Aetna’s chairman and CEO said Monday that the country’s third-largest health insurer had “serious concerns” about the sustainability of ObamaCare’s marketplaces.
“We continue to have serious concerns about the sustainability of the public exchanges,” Mark Bertolini said on an earnings call Monday, according to prepared remarks.
He said the company remained concerned about “the overall stability of the risk pool.”
{mosads}Many insurers, including Aetna, have been losing money on the ObamaCare marketplaces, also known as exchanges, in part because of a sicker and more costly mix of enrollees, known as the “risk pool.”
The country’s largest health insurer, United HealthCare, made waves in November when it said that its losses on the ObamaCare marketplaces might cause it to drop out of that market altogether in 2017.
Aetna has been more optimistic.
“We believe it’s incredibly important in the business we’re in that we insure all Americans,” Bertolini said earlier this month. “This is our first attempt to make this happen, and we believe we have an obligation to stick it out and work with it until we know that it won’t work, and I believe it is too early to give up on this process.”
An Aetna official told Bloomberg News on Monday that it has not become more pessimistic since those comments, and that it is still in a wait-and-see mode.
In fact, Aetna said Monday it is “increasingly confident” it can improve its results from ObamaCare and the individual market in 2016.
The ObamaCare marketplaces are also a small fraction of the company’s business. “This is not breaking the bank one way or the other,” Bertolini said this month. Overall, Aetna had $2.7 billion in profits in 2015, up from $2.4 billion in 2014.
Still, insurers are seen as having set their premiums too low when the ObamaCare marketplaces began in 2014, and sicker-than-expected enrollees are forcing them to raise premiums in order to compensate.
Bertolini said this month that the company had losses in the marketplaces of “mid-single digits” in 2015, but had priced to reverse that and get “mid-single digit” growth in 2016.
The Obama administration has pointed to a slightly higher percentage of young people signing up ahead of the preliminary enrollment deadline of Dec. 15 as evidence that the risk pool is improving.
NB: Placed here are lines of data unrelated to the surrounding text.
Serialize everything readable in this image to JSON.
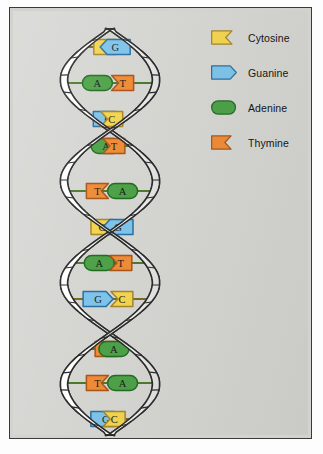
{
  "figure": {
    "background_color": "#d5d5d2",
    "frame_color": "#3a3a3a"
  },
  "colors": {
    "cytosine_fill": "#f2d44e",
    "cytosine_stroke": "#a6852a",
    "guanine_fill": "#7ec3e9",
    "guanine_stroke": "#2a6f9e",
    "adenine_fill": "#4da147",
    "adenine_stroke": "#236b23",
    "thymine_fill": "#ef8b35",
    "thymine_stroke": "#a8541a",
    "backbone_fill": "#fdfdfb",
    "backbone_stroke": "#2b2b2b",
    "letter_color": "#1a1a1a"
  },
  "legend": {
    "items": [
      {
        "label": "Cytosine",
        "code": "C",
        "shape": "notched",
        "fill": "#f2d44e",
        "stroke": "#a6852a"
      },
      {
        "label": "Guanine",
        "code": "G",
        "shape": "pointed",
        "fill": "#7ec3e9",
        "stroke": "#2a6f9e"
      },
      {
        "label": "Adenine",
        "code": "A",
        "shape": "rounded",
        "fill": "#4da147",
        "stroke": "#236b23"
      },
      {
        "label": "Thymine",
        "code": "T",
        "shape": "notched",
        "fill": "#ef8b35",
        "stroke": "#a8541a"
      }
    ]
  },
  "helix": {
    "strand_left_label": "left sugar-phosphate backbone",
    "strand_right_label": "right sugar-phosphate backbone",
    "turns": 2,
    "base_pairs": [
      {
        "index": 1,
        "y": 36,
        "left_base": "C",
        "right_base": "G",
        "width": 124,
        "cx": 93
      },
      {
        "index": 2,
        "y": 72,
        "left_base": "A",
        "right_base": "T",
        "width": 128,
        "cx": 97
      },
      {
        "index": 3,
        "y": 108,
        "left_base": "G",
        "right_base": "C",
        "width": 104,
        "cx": 101
      },
      {
        "index": 4,
        "y": 135,
        "left_base": "A",
        "right_base": "T",
        "width": 56,
        "cx": 101
      },
      {
        "index": 5,
        "y": 180,
        "left_base": "T",
        "right_base": "A",
        "width": 78,
        "cx": 98
      },
      {
        "index": 6,
        "y": 216,
        "left_base": "C",
        "right_base": "G",
        "width": 124,
        "cx": 94
      },
      {
        "index": 7,
        "y": 252,
        "left_base": "A",
        "right_base": "T",
        "width": 126,
        "cx": 93
      },
      {
        "index": 8,
        "y": 288,
        "left_base": "G",
        "right_base": "C",
        "width": 92,
        "cx": 93
      },
      {
        "index": 9,
        "y": 338,
        "left_base": "T",
        "right_base": "A",
        "width": 62,
        "cx": 100
      },
      {
        "index": 10,
        "y": 372,
        "left_base": "T",
        "right_base": "A",
        "width": 100,
        "cx": 100
      },
      {
        "index": 11,
        "y": 408,
        "left_base": "G",
        "right_base": "C",
        "width": 124,
        "cx": 99
      }
    ],
    "left_sequence": [
      "C",
      "A",
      "G",
      "A",
      "T",
      "C",
      "A",
      "G",
      "T",
      "T",
      "G"
    ],
    "right_sequence": [
      "G",
      "T",
      "C",
      "T",
      "A",
      "G",
      "T",
      "C",
      "A",
      "A",
      "C"
    ]
  }
}
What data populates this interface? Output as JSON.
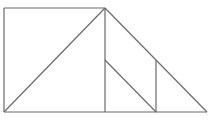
{
  "figure": {
    "type": "line-diagram",
    "canvas": {
      "width": 211,
      "height": 120
    },
    "background_color": "#ffffff",
    "stroke_color": "#6a6a6a",
    "stroke_width": 1.2,
    "points": {
      "top_left": {
        "x": 4,
        "y": 8
      },
      "apex": {
        "x": 105,
        "y": 8
      },
      "bottom_left": {
        "x": 4,
        "y": 112
      },
      "bottom_right": {
        "x": 207,
        "y": 112
      },
      "base_mid": {
        "x": 105,
        "y": 112
      },
      "inner_apex": {
        "x": 105,
        "y": 60
      },
      "inner_right_top": {
        "x": 156,
        "y": 60
      },
      "inner_base": {
        "x": 156,
        "y": 112
      }
    },
    "segments": [
      {
        "name": "top-edge",
        "x1": 4,
        "y1": 8,
        "x2": 105,
        "y2": 8
      },
      {
        "name": "left-edge",
        "x1": 4,
        "y1": 8,
        "x2": 4,
        "y2": 112
      },
      {
        "name": "bottom-edge",
        "x1": 4,
        "y1": 112,
        "x2": 207,
        "y2": 112
      },
      {
        "name": "left-diagonal",
        "x1": 4,
        "y1": 112,
        "x2": 105,
        "y2": 8
      },
      {
        "name": "center-vertical",
        "x1": 105,
        "y1": 8,
        "x2": 105,
        "y2": 112
      },
      {
        "name": "right-diagonal",
        "x1": 105,
        "y1": 8,
        "x2": 207,
        "y2": 112
      },
      {
        "name": "inner-diagonal",
        "x1": 105,
        "y1": 60,
        "x2": 156,
        "y2": 112
      },
      {
        "name": "inner-vertical",
        "x1": 156,
        "y1": 60,
        "x2": 156,
        "y2": 112
      }
    ]
  }
}
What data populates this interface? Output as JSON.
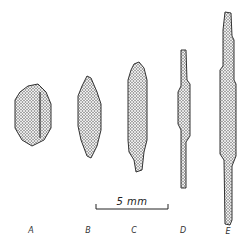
{
  "figure": {
    "specimens": [
      {
        "label": "A",
        "x": 30,
        "top": 85,
        "bottom": 145,
        "width": 36
      },
      {
        "label": "B",
        "x": 89,
        "top": 76,
        "bottom": 158,
        "width": 24
      },
      {
        "label": "C",
        "x": 138,
        "top": 62,
        "bottom": 172,
        "width": 20
      },
      {
        "label": "D",
        "x": 183,
        "top": 48,
        "bottom": 188,
        "width": 12
      },
      {
        "label": "E",
        "x": 227,
        "top": 12,
        "bottom": 225,
        "width": 16
      }
    ],
    "scale_bar": {
      "label": "5 mm",
      "x1": 96,
      "x2": 168,
      "y": 209
    }
  },
  "labels": {
    "a": "A",
    "b": "B",
    "c": "C",
    "d": "D",
    "e": "E"
  },
  "scale_label": "5 mm"
}
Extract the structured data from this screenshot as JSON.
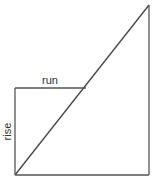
{
  "diagram": {
    "labels": {
      "run": "run",
      "rise": "rise"
    },
    "colors": {
      "stroke": "#444444",
      "background": "#ffffff"
    },
    "shapes": {
      "outer_triangle": {
        "description": "Right triangle with hypotenuse from bottom-left to top-right",
        "points": [
          [
            15,
            175
          ],
          [
            149,
            5
          ],
          [
            149,
            175
          ]
        ]
      },
      "inner_rectangle": {
        "description": "Smaller right triangle legs: rise (vertical) and run (horizontal)",
        "rise_line": [
          [
            15,
            175
          ],
          [
            15,
            88
          ]
        ],
        "run_line": [
          [
            15,
            88
          ],
          [
            86,
            88
          ]
        ]
      }
    }
  }
}
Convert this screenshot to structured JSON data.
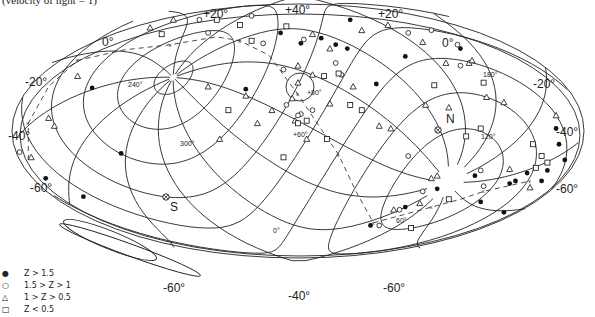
{
  "chart_data": {
    "type": "scatter",
    "title": "",
    "caption": "(velocity of light = 1)",
    "projection": "Aitoff/Hammer equal-area all-sky, galactic coordinates with superposed coordinate grid",
    "outer_labels": [
      "+20°",
      "+40°",
      "+20°",
      "0°",
      "-20°",
      "-40°",
      "-60°",
      "-60°",
      "-40°",
      "-60°",
      "-60°",
      "-40°",
      "-20°",
      "0°"
    ],
    "inner_labels": [
      "240°",
      "180°",
      "120°",
      "300°",
      "60°",
      "0°",
      "+60°",
      "+80°"
    ],
    "pole_markers": [
      {
        "name": "N",
        "label": "N"
      },
      {
        "name": "S",
        "label": "S"
      }
    ],
    "legend": [
      {
        "symbol": "filled-circle",
        "label": "Z > 1.5"
      },
      {
        "symbol": "open-circle",
        "label": "1.5 > Z > 1"
      },
      {
        "symbol": "triangle",
        "label": "1 > Z > 0.5"
      },
      {
        "symbol": "square",
        "label": "Z < 0.5"
      }
    ],
    "series": [
      {
        "name": "Z > 1.5",
        "symbol": "filled-circle",
        "points": [
          [
            0.145,
            0.305
          ],
          [
            0.41,
            0.31
          ],
          [
            0.47,
            0.095
          ],
          [
            0.505,
            0.135
          ],
          [
            0.54,
            0.115
          ],
          [
            0.565,
            0.14
          ],
          [
            0.59,
            0.045
          ],
          [
            0.585,
            0.155
          ],
          [
            0.635,
            0.29
          ],
          [
            0.78,
            0.155
          ],
          [
            0.685,
            0.185
          ],
          [
            0.945,
            0.46
          ],
          [
            0.95,
            0.52
          ],
          [
            0.96,
            0.58
          ],
          [
            0.93,
            0.62
          ],
          [
            0.92,
            0.66
          ],
          [
            0.895,
            0.63
          ],
          [
            0.875,
            0.66
          ],
          [
            0.865,
            0.67
          ],
          [
            0.855,
            0.78
          ],
          [
            0.815,
            0.74
          ],
          [
            0.805,
            0.64
          ],
          [
            0.685,
            0.76
          ],
          [
            0.74,
            0.69
          ],
          [
            0.625,
            0.83
          ],
          [
            0.195,
            0.555
          ],
          [
            0.13,
            0.72
          ],
          [
            0.065,
            0.65
          ]
        ]
      },
      {
        "name": "1.5 > Z > 1",
        "symbol": "open-circle",
        "points": [
          [
            0.33,
            0.045
          ],
          [
            0.44,
            0.135
          ],
          [
            0.345,
            0.095
          ],
          [
            0.42,
            0.03
          ],
          [
            0.51,
            0.12
          ],
          [
            0.565,
            0.21
          ],
          [
            0.475,
            0.235
          ],
          [
            0.575,
            0.255
          ],
          [
            0.69,
            0.095
          ],
          [
            0.73,
            0.085
          ],
          [
            0.775,
            0.14
          ],
          [
            0.78,
            0.22
          ],
          [
            0.02,
            0.55
          ],
          [
            0.505,
            0.405
          ],
          [
            0.5,
            0.41
          ],
          [
            0.525,
            0.39
          ],
          [
            0.48,
            0.37
          ],
          [
            0.69,
            0.565
          ],
          [
            0.815,
            0.62
          ],
          [
            0.675,
            0.77
          ],
          [
            0.715,
            0.7
          ],
          [
            0.82,
            0.68
          ],
          [
            0.64,
            0.83
          ]
        ]
      },
      {
        "name": "1 > Z > 0.5",
        "symbol": "triangle",
        "points": [
          [
            0.285,
            0.045
          ],
          [
            0.245,
            0.075
          ],
          [
            0.12,
            0.26
          ],
          [
            0.525,
            0.1
          ],
          [
            0.555,
            0.155
          ],
          [
            0.61,
            0.085
          ],
          [
            0.655,
            0.065
          ],
          [
            0.715,
            0.13
          ],
          [
            0.755,
            0.21
          ],
          [
            0.795,
            0.21
          ],
          [
            0.8,
            0.2
          ],
          [
            0.5,
            0.22
          ],
          [
            0.525,
            0.255
          ],
          [
            0.5,
            0.285
          ],
          [
            0.49,
            0.345
          ],
          [
            0.495,
            0.43
          ],
          [
            0.515,
            0.5
          ],
          [
            0.365,
            0.5
          ],
          [
            0.345,
            0.3
          ],
          [
            0.41,
            0.335
          ],
          [
            0.455,
            0.39
          ],
          [
            0.64,
            0.45
          ],
          [
            0.66,
            0.46
          ],
          [
            0.72,
            0.37
          ],
          [
            0.76,
            0.38
          ],
          [
            0.555,
            0.365
          ],
          [
            0.07,
            0.42
          ],
          [
            0.08,
            0.45
          ],
          [
            0.04,
            0.57
          ],
          [
            0.595,
            0.3
          ],
          [
            0.825,
            0.34
          ],
          [
            0.855,
            0.36
          ],
          [
            0.945,
            0.41
          ],
          [
            0.9,
            0.685
          ],
          [
            0.74,
            0.64
          ],
          [
            0.73,
            0.65
          ],
          [
            0.71,
            0.745
          ],
          [
            0.665,
            0.77
          ],
          [
            0.865,
            0.615
          ],
          [
            0.43,
            0.44
          ]
        ]
      },
      {
        "name": "Z < 0.5",
        "symbol": "square",
        "points": [
          [
            0.36,
            0.045
          ],
          [
            0.48,
            0.07
          ],
          [
            0.265,
            0.1
          ],
          [
            0.42,
            0.125
          ],
          [
            0.4,
            0.065
          ],
          [
            0.545,
            0.26
          ],
          [
            0.57,
            0.25
          ],
          [
            0.38,
            0.39
          ],
          [
            0.5,
            0.44
          ],
          [
            0.515,
            0.43
          ],
          [
            0.59,
            0.37
          ],
          [
            0.61,
            0.39
          ],
          [
            0.735,
            0.295
          ],
          [
            0.82,
            0.285
          ],
          [
            0.815,
            0.46
          ],
          [
            0.79,
            0.49
          ],
          [
            0.905,
            0.52
          ],
          [
            0.92,
            0.565
          ],
          [
            0.93,
            0.59
          ],
          [
            0.91,
            0.61
          ],
          [
            0.76,
            0.73
          ],
          [
            0.695,
            0.84
          ],
          [
            0.475,
            0.57
          ],
          [
            0.55,
            0.5
          ]
        ]
      }
    ],
    "dashed_track_label": "x"
  }
}
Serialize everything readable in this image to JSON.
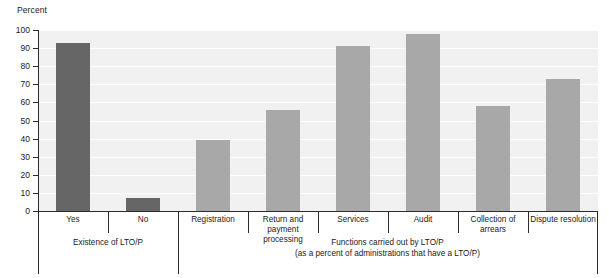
{
  "chart_data": {
    "type": "bar",
    "title": "",
    "ylabel": "Percent",
    "xlabel": "",
    "ylim": [
      0,
      100
    ],
    "ytick_step": 10,
    "yticks": [
      100,
      90,
      80,
      70,
      60,
      50,
      40,
      30,
      20,
      10,
      0
    ],
    "grid": true,
    "legend": "none",
    "categories": [
      "Yes",
      "No",
      "Registration",
      "Return and payment processing",
      "Services",
      "Audit",
      "Collection of arrears",
      "Dispute resolution"
    ],
    "values": [
      93,
      7,
      39,
      56,
      91,
      98,
      58,
      73
    ],
    "bar_colors": [
      "#666666",
      "#666666",
      "#a8a8a8",
      "#a8a8a8",
      "#a8a8a8",
      "#a8a8a8",
      "#a8a8a8",
      "#a8a8a8"
    ],
    "groups": [
      {
        "caption": "Existence of LTO/P",
        "subcaption": "",
        "category_indices": [
          0,
          1
        ]
      },
      {
        "caption": "Functions carried out by LTO/P",
        "subcaption": "(as a percent of administrations that have a LTO/P)",
        "category_indices": [
          2,
          3,
          4,
          5,
          6,
          7
        ]
      }
    ]
  },
  "category_labels": {
    "yes": "Yes",
    "no": "No",
    "registration": "Registration",
    "return_payment_line1": "Return and payment",
    "return_payment_line2": "processing",
    "services": "Services",
    "audit": "Audit",
    "collection_of_arrears": "Collection of arrears",
    "dispute_resolution": "Dispute resolution"
  },
  "captions": {
    "group1": "Existence of LTO/P",
    "group2_line1": "Functions carried out by LTO/P",
    "group2_line2": "(as a percent of administrations that have a LTO/P)"
  },
  "colors": {
    "bar_dark": "#666666",
    "bar_light": "#a8a8a8",
    "plot_background": "#f1f1f1",
    "gridline": "#fdfdfd",
    "axis": "#2b2b2b",
    "text": "#1a1a1a"
  }
}
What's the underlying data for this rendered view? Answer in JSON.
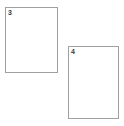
{
  "canvas": {
    "width": 124,
    "height": 126,
    "background_color": "#ffffff"
  },
  "style": {
    "panel_border_color": "#a0a0a0",
    "panel_fill_color": "#ffffff",
    "label_color": "#3a3a3a"
  },
  "panels": [
    {
      "label": "3",
      "x": 5,
      "y": 7,
      "width": 53,
      "height": 66
    },
    {
      "label": "4",
      "x": 68,
      "y": 46,
      "width": 51,
      "height": 73
    }
  ]
}
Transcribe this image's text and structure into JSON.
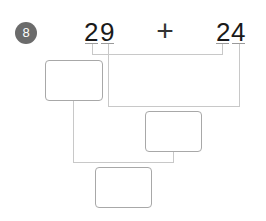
{
  "problem": {
    "number": "8",
    "left_operand": {
      "tens": "2",
      "ones": "9"
    },
    "operator": "+",
    "right_operand": {
      "tens": "2",
      "ones": "4"
    }
  },
  "answer_boxes": [
    {
      "id": "tens-sum",
      "value": ""
    },
    {
      "id": "ones-sum",
      "value": ""
    },
    {
      "id": "total",
      "value": ""
    }
  ],
  "colors": {
    "badge": "#6b6b6b",
    "connector": "#c8c8c8",
    "box_border": "#a8a8a8"
  }
}
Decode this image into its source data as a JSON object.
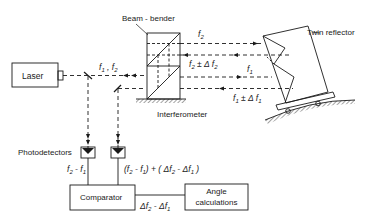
{
  "diagram": {
    "type": "optical-block-diagram",
    "components": {
      "laser": {
        "label": "Laser"
      },
      "beam_bender": {
        "label": "Beam - bender"
      },
      "twin_reflector": {
        "label": "Twin reflector"
      },
      "interferometer": {
        "label": "Interferometer"
      },
      "photodetectors": {
        "label": "Photodetectors"
      },
      "comparator": {
        "label": "Comparator"
      },
      "angle_calculations": {
        "label_line1": "Angle",
        "label_line2": "calculations"
      }
    },
    "beams": {
      "laser_output": {
        "f_a": "f",
        "sub_a": "1",
        "sep": " , ",
        "f_b": "f",
        "sub_b": "2"
      },
      "outgoing_f2": {
        "f": "f",
        "sub": "2"
      },
      "return_f2": {
        "f": "f",
        "sub": "2",
        "op": " ± Δ ",
        "f2": "f",
        "sub2": "2"
      },
      "outgoing_f1": {
        "f": "f",
        "sub": "1"
      },
      "return_f1": {
        "f": "f",
        "sub": "1",
        "op": " ± Δ ",
        "f2": "f",
        "sub2": "1"
      }
    },
    "signals": {
      "reference": {
        "a": "f",
        "a_sub": "2",
        "minus": " - ",
        "b": "f",
        "b_sub": "1"
      },
      "measurement": {
        "p1": "(",
        "a": "f",
        "a_sub": "2",
        "minus1": " - ",
        "b": "f",
        "b_sub": "1",
        "p2": ") + ( Δ",
        "c": "f",
        "c_sub": "2",
        "minus2": " - Δ",
        "d": "f",
        "d_sub": "1",
        "p3": " )"
      },
      "difference": {
        "delta1": "Δ",
        "a": "f",
        "a_sub": "2",
        "minus": " - Δ",
        "b": "f",
        "b_sub": "1"
      }
    },
    "colors": {
      "line": "#1a1a1a",
      "background": "#ffffff"
    }
  }
}
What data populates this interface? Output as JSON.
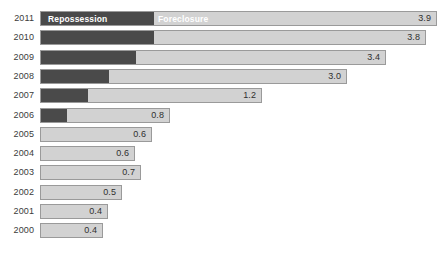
{
  "chart_data": {
    "type": "bar",
    "title": "",
    "subtitle": "",
    "xlabel": "",
    "ylabel": "",
    "orientation": "horizontal",
    "stacked": true,
    "grid": false,
    "legend_position": "in-bar-first-row",
    "xlim": [
      0,
      3.9
    ],
    "categories": [
      "2011",
      "2010",
      "2009",
      "2008",
      "2007",
      "2006",
      "2005",
      "2004",
      "2003",
      "2002",
      "2001",
      "2000"
    ],
    "series": [
      {
        "name": "Repossession",
        "color": "#4a4a4a",
        "values": [
          1.1,
          1.1,
          0.93,
          0.67,
          0.46,
          0.25,
          0,
          0,
          0,
          0,
          0,
          0
        ]
      },
      {
        "name": "Foreclosure",
        "color": "#d2d2d2",
        "values": [
          2.8,
          2.7,
          2.47,
          2.33,
          0.74,
          0.55,
          0.6,
          0.6,
          0.7,
          0.5,
          0.4,
          0.4
        ]
      }
    ],
    "totals": [
      3.9,
      3.8,
      3.4,
      3.0,
      1.2,
      0.8,
      0.6,
      0.6,
      0.7,
      0.5,
      0.4,
      0.4
    ],
    "value_labels": [
      "3.9",
      "3.8",
      "3.4",
      "3.0",
      "1.2",
      "0.8",
      "0.6",
      "0.6",
      "0.7",
      "0.5",
      "0.4",
      "0.4"
    ],
    "legend_entries": [
      {
        "label": "Repossession",
        "color": "#4a4a4a"
      },
      {
        "label": "Foreclosure",
        "color": "#d2d2d2"
      }
    ]
  },
  "rows": [
    {
      "year": "2011",
      "value": "3.9",
      "dark_end_px": 153,
      "bar_end_px": 437,
      "show_legend": true
    },
    {
      "year": "2010",
      "value": "3.8",
      "dark_end_px": 153,
      "bar_end_px": 426,
      "show_legend": false
    },
    {
      "year": "2009",
      "value": "3.4",
      "dark_end_px": 135,
      "bar_end_px": 386,
      "show_legend": false
    },
    {
      "year": "2008",
      "value": "3.0",
      "dark_end_px": 108,
      "bar_end_px": 347,
      "show_legend": false
    },
    {
      "year": "2007",
      "value": "1.2",
      "dark_end_px": 87,
      "bar_end_px": 262,
      "show_legend": false
    },
    {
      "year": "2006",
      "value": "0.8",
      "dark_end_px": 66,
      "bar_end_px": 170,
      "show_legend": false
    },
    {
      "year": "2005",
      "value": "0.6",
      "dark_end_px": 40,
      "bar_end_px": 152,
      "show_legend": false
    },
    {
      "year": "2004",
      "value": "0.6",
      "dark_end_px": 40,
      "bar_end_px": 135,
      "show_legend": false
    },
    {
      "year": "2003",
      "value": "0.7",
      "dark_end_px": 40,
      "bar_end_px": 141,
      "show_legend": false
    },
    {
      "year": "2002",
      "value": "0.5",
      "dark_end_px": 40,
      "bar_end_px": 122,
      "show_legend": false
    },
    {
      "year": "2001",
      "value": "0.4",
      "dark_end_px": 40,
      "bar_end_px": 108,
      "show_legend": false
    },
    {
      "year": "2000",
      "value": "0.4",
      "dark_end_px": 40,
      "bar_end_px": 103,
      "show_legend": false
    }
  ],
  "legend": {
    "repossession_label": "Repossession",
    "foreclosure_label": "Foreclosure"
  },
  "colors": {
    "dark_segment": "#4a4a4a",
    "light_segment": "#d2d2d2",
    "bar_border": "#9a9a9a",
    "year_text": "#3b3b3b",
    "value_text": "#2f2f2f",
    "legend_text": "#ffffff",
    "background": "#ffffff"
  },
  "geometry": {
    "bar_left_px": 40,
    "row_pitch_px": 19.3,
    "first_row_top_px": 11,
    "bar_height_px": 15
  }
}
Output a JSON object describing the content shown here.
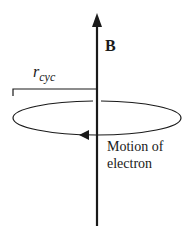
{
  "diagram": {
    "field_label": "B",
    "radius_label": {
      "main": "r",
      "subscript": "cyc"
    },
    "motion_label": {
      "line1": "Motion of",
      "line2": "electron"
    },
    "colors": {
      "stroke": "#1a1a1a",
      "background": "#ffffff"
    }
  }
}
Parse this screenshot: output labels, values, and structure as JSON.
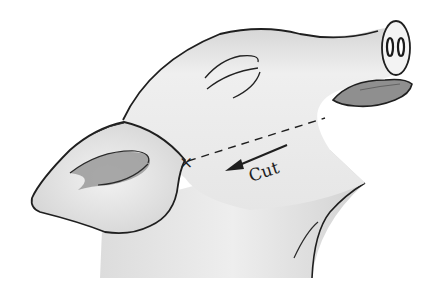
{
  "figure": {
    "annotations": {
      "cut_label": "Cut",
      "start_marker": "×"
    },
    "colors": {
      "skin": "#ededed",
      "skin_shadow": "#c9c9c9",
      "outline": "#1f1f1f",
      "tongue_and_ear_inner": "#8f8f8f",
      "background": "#ffffff"
    }
  }
}
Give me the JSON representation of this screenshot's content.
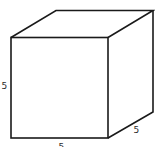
{
  "diagram": {
    "type": "cube",
    "stroke_color": "#1a1a1a",
    "background": "#ffffff",
    "labels": {
      "height": "5",
      "width": "5",
      "depth": "5"
    }
  }
}
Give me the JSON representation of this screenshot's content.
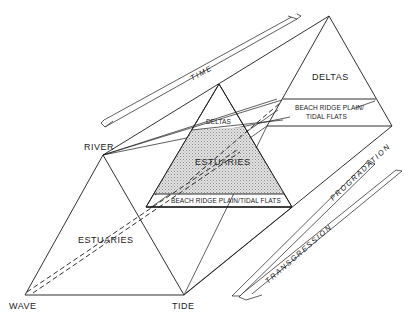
{
  "diagram": {
    "type": "ternary-prism",
    "vertices": {
      "river": "RIVER",
      "wave": "WAVE",
      "tide": "TIDE"
    },
    "front_triangle": {
      "fill_label": "ESTUARIES"
    },
    "middle_triangle": {
      "top_label": "DELTAS",
      "middle_label": "ESTUARIES",
      "bottom_label": "BEACH RIDGE PLAIN/TIDAL FLATS"
    },
    "back_triangle": {
      "top_label": "DELTAS",
      "band_label_line1": "BEACH RIDGE PLAIN/",
      "band_label_line2": "TIDAL FLATS"
    },
    "arrows": {
      "time": "TIME",
      "progradation": "PROGRADATION",
      "transgression": "TRANSGRESSION"
    },
    "colors": {
      "line": "#1a1a1a",
      "estuary_fill": "#d6d6d6",
      "background": "#ffffff"
    }
  }
}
The final numbers, after the ultimate deadline passed on Sunday, are not yet known.
Aetna and other insurers have complained that “special enrollment periods,” which are sign-up opportunities for people in certain circumstances outside the normal window, are leaving them with sicker enrollees.
The Obama administration earlier this month tightened up the rules some on these periods, but insurers said the changes were not enough.